NEW ORLEANS (March 4, 2018) – Another milestone in the 18-month, $6.5 million drainage project has been accomplished as the circular portion of the unnamed main roadway on campus reopened Feb. 22, and work has begun in the area of the Avenue of the Oaks.
Adonis Woods, director of facilities management, had projected the circular area of the main road behind Williams Hall, Kearney Dining Hall and the bookstore would reopen by mid-March, but the contractor completion that section ahead of the deadline.
Woods said the entire project is on track for completion as scheduled by the end of the year.
Woods said the contractor, Beverly Construction, completed work on the straight portion of the main road by Cook and the Professional Schools and Sciences Building on Nov. 13 and then started on the curved section of the road to the rear of campus.
The next phase around the Avenue of the Oaks will continue until commencement, which is not expected to be affected.
An email to the campus from Woods explained that while heavy construction equipment would cause tracking and demolition of existing landscaping, the contractor will “restore our beautiful historic grounds to preconstruction conditions.”
Finally, the work on the straight roadway from the Rosenwald gate is scheduled to start in the summer and should be completed by December, he said.
The contractor is installing concrete stormwater pipe to capture rainwater from catch basins and transfer it to a retention pond that will be located behind the tennis courts, the director said.
Woods said he has not received many complaints “since everyone understands this is a project to benefit us all and mitigate high water and flooding” on campus.
Even so, the eventual benefits have not stifled some complaints about problems with parking during construction prior to the reopening of the main roadway.

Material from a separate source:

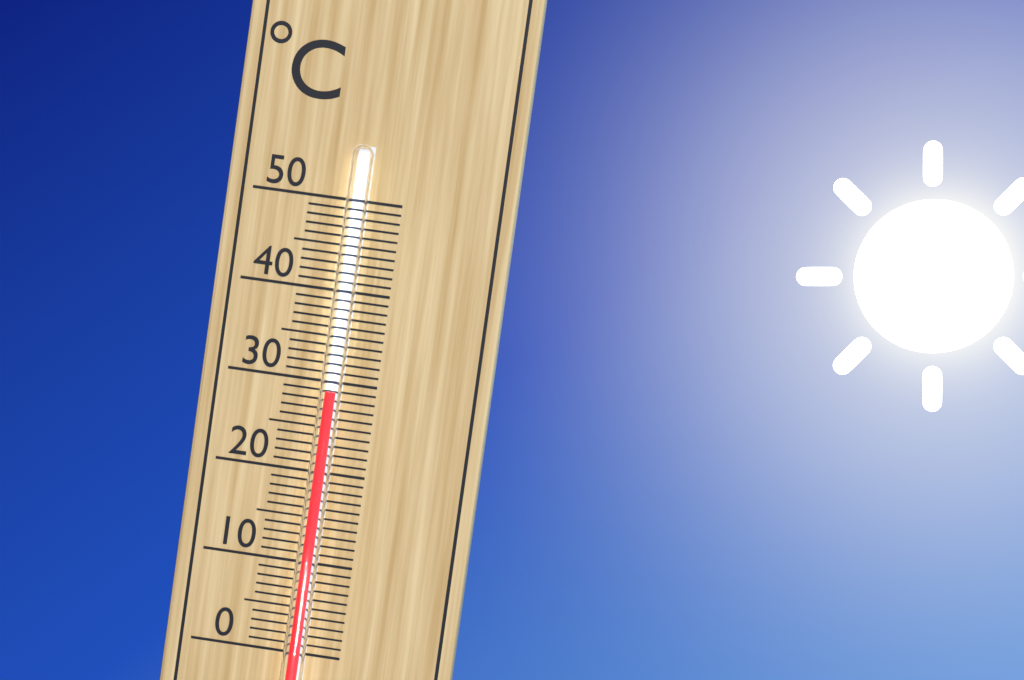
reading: 29 °C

Jazmin Clemons, a junior English major from Chicago, said, “I stay in Williams Hall, and I have to park my car across the campus in the Gentilly Gardens because of the lack of parking because of the construction.”
Ivy Hill-Davis, an administrative assistant in the Academic Center for Excellence, said, “It’s ridiculous that I have to go across campus for a parking spot and have to walk across the Oaks to get to work.”